Australia has been grappling with the fallout of its 20-year mission in Afghanistan and the conduct of its elite special forces there. The country’s most decorated living soldier, Ben Roberts-Smith, sued three newspapers, accusing them of accusing him of killing unarmed Afghan prisoners in cold blood. On Thursday, a judge effectively found the answer to his claim of defamation was a yes. The ruling was a rare victory for news media in Australia, who face the country’s notoriously harsh defamation laws. The decision is expected to “bring war crimes into renewed focus,” according to David Rolph, a professor of media law at the University of Sydney.
The legal decision may now put pressure on investigating and prosecuting authorities to investigate and consider charges of war crimes. Australia’s military released a damning account of years of battlefield misconduct among its special forces in Afghanistan that included “credible evidence” that 25 soldiers were involved in the murders of 39 Afghans.
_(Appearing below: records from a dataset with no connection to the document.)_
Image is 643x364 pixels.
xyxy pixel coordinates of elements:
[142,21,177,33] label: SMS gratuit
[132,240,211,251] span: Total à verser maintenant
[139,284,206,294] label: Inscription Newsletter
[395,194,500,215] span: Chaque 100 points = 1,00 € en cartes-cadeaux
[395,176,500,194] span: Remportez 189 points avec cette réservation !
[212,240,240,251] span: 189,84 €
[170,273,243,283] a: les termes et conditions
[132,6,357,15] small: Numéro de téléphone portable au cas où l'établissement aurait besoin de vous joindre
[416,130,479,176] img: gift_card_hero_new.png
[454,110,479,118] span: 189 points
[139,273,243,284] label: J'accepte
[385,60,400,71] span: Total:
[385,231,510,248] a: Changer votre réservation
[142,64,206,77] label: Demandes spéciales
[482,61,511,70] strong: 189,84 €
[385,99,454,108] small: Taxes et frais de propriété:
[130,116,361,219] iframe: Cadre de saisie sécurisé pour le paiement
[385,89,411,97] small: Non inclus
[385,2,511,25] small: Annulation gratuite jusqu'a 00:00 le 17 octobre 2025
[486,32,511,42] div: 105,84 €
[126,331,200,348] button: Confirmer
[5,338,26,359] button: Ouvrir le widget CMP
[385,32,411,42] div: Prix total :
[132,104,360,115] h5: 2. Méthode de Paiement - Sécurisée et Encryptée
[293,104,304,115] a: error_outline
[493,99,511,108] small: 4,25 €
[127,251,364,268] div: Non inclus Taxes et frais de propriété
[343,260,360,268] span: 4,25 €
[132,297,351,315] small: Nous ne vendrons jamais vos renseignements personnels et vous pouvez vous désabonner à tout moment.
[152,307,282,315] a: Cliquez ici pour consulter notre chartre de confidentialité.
A government agency was subsequently created to investigate war crimes committed in Afghanistan, and it has started to examine between 40 and 50 allegations of criminal behavior. In March, the authorities made the first-ever arrest of an Australian soldier in a case involving the war crime of murder, accusing him of killing an Afghan man.
While Mr. Roberts-Smith was not on trial in the case decided on Thursday, it was the first time a war crimes allegation had been examined in open court in Australia. Mr. Roberts-Smith, hailed as one of Australia’s most exemplary soldiers, received the country’s top two military honors and was named Australia’s Father of the Year in 2013. However, this all changed in 2018 when three newspapers published articles accusing him of murdering, or being complicit in the murders of six Afghans.
Lurid and bizarre details of Mr. Roberts-Smith also emerged during the trial, causing further damage to his public image. The case against him contained two centerpiece allegations: that in 2009, he killed one of two Afghan men who were discovered hiding in a tunnel at a compound, and that he had ordered a more junior soldier to kill the other as part of an initiation. Mr. Roberts-Smith was also accused of kicking an unarmed, handcuffed Afghan farmer off a cliff and then watching as a colleague killed the man. The newspapers had to prove it was more likely than not that Mr. Roberts-Smith committed war crimes, and the judge found that their accounts of the events, as well as the soldier’s complicity in another murder, were true. While the media hailed the verdict as a vindication of the journalists involved, Mr. Roberts-Smith’s lawyers say they are considering an appeal.